Vaccinations with and against toxins face a conundrum: if they are too good, they can sicken their recipients.

Now, scientists have developed a nanoparticle to cage a certain class of toxins, allowing them to present those toxins to the immune system without first modifying them through chemical or heat treatment – a process that makes vaccines less toxic, but also less effective.

Mice vaccinated with a nanovaccine against the Staphylococcus aureus toxin hemolysin A were better protected from hemolysin than animals who received heat-treated hemolysin.

Liangfang Zhang, who is at the University of California at San Diego and the senior author of the paper reporting the results, called the particle a “hybrid biomimetic membrane.”

It consists of a core of PLGA, or poly (lactic-co-glycolic acid), covered in the membrane of a red blood cell. Nanoparticles for medical use, Zhang explained, “all face the same basic problem, and that is the immune response,” which makes short work of any nanoparticles it can find.

Many nanoparticles make themselves invisible to the immune system through a coating that gives them the properties of droplets. The biomimetic membrane takes the opposite approach, using camouflage that makes it look like a regular red blood cell to the immune system.
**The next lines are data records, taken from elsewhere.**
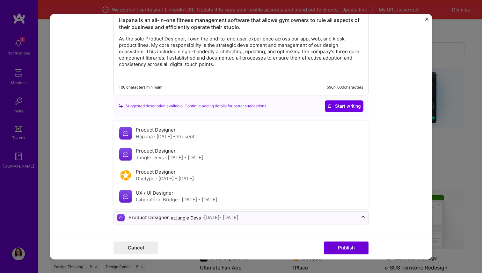  Describe the element at coordinates (345, 87) in the screenshot. I see `div: 596 / 1,000 characters` at that location.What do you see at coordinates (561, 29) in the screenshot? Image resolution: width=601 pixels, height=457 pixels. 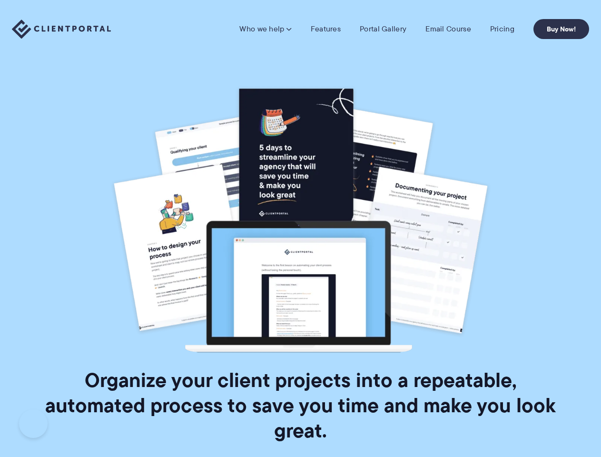 I see `a: Buy Now!` at bounding box center [561, 29].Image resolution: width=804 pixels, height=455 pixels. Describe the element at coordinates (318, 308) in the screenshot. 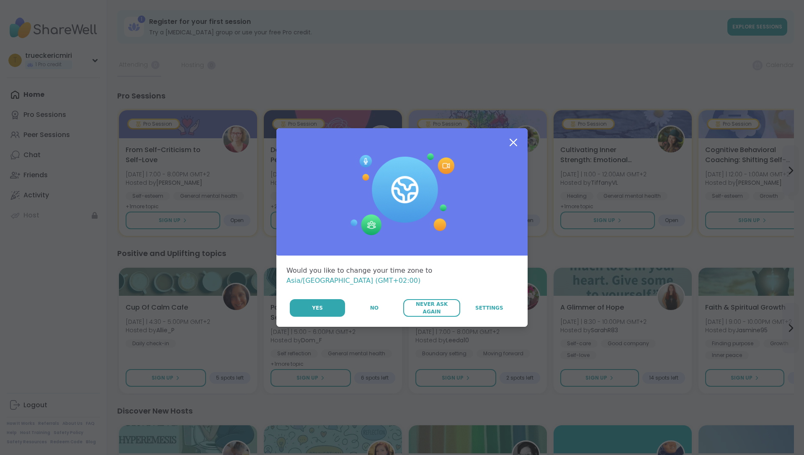

I see `button: Yes` at that location.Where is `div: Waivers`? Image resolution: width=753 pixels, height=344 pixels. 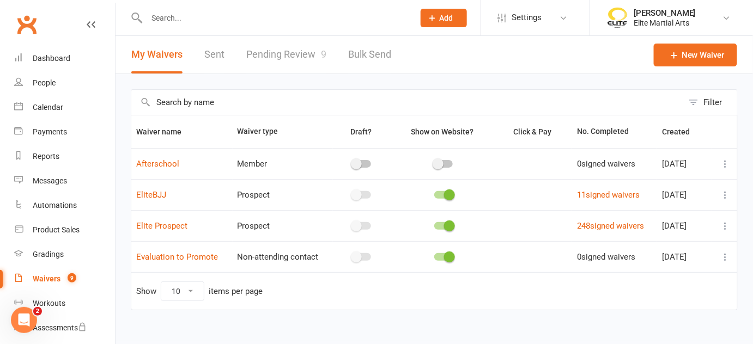 div: Waivers is located at coordinates (46, 279).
“Immune cells do attack red blood cells, but they don’t destroy them,” Zhang told BioWorld Today, because of “constant communication” between red blood cells and macrophages in the form of surface molecules. “We were inspired by this interaction.”

Zhang and his group first developed the nanoparticle with a therapeutic aim in mind. Earlier versions soaked up bacterial toxins in the bloodstream.

“When we did that project, we weren’t thinking of vaccines,” Zhang said. But the nanoparticles were so good at trapping the pore-forming toxins that it dawned on the scientists that they might be useful as a delivery vehicle of sorts.

In their newest experiments, which appeared in the Dec. 1 , 2013, issue of Nature Nanotechnology, Zhang and his team tested the notion that their nanoparticles could be used for exposing the immune system to those toxins as well.

The team created a nanoparticle whose membrane was studded with alpha-hemolysin, a virulence factor for S. aureus, and compared its effects with those of heat-treated S. aureus. They found that mice treated with the nanovaccine had higher levels of antibodies to hemolysin, and that those antibodies bound more tightly to their toxin target, than those vaccinated with heat-treated hemolysin.

The authors next vaccinated mice either in the bloodstream or subcutaneously, and then exposed them to hemolysin toxin some weeks later. For bloodstream infections, nanovaccine-treated mice had higher survival rates. For the complicated skin infections that can result from S. aureus, vaccination with the nanovaccine prevented skin necrosis.

Alpha-hemolysin is a member of a larger class of toxins, the pore-forming toxins. Such toxins are produced by bacteria including E. coli, H. pylori and other public (health) enemies. Animal venoms may also use pore-forming toxins.

Their name describes their game – pore-forming toxins insert themselves into cell membranes, causing them to spring leaks. Zhang and his team essentially turned that propensity against them, using their nanoparticle as a decoy to attract the toxins.

Pore-forming toxins are likely to be among the easier types of proteins to present to the immune system using this nanovaccine, since it’s easy to get them into the membrane. But Zhang thinks that the system could work for other proteins as well. “We just have to find a way to the antigen to the membrane,” he said.

The vaccine could be used both prophylactically and therapeutically, and because it combats a virulence factor rather than the bacterium itself, bugs are less likely to develop resistance than to classical antibiotics. And like the sponge Zhang and his colleagues tested in earlier work, such a vaccine could be used against several toxins at once, inserted into the same membrane.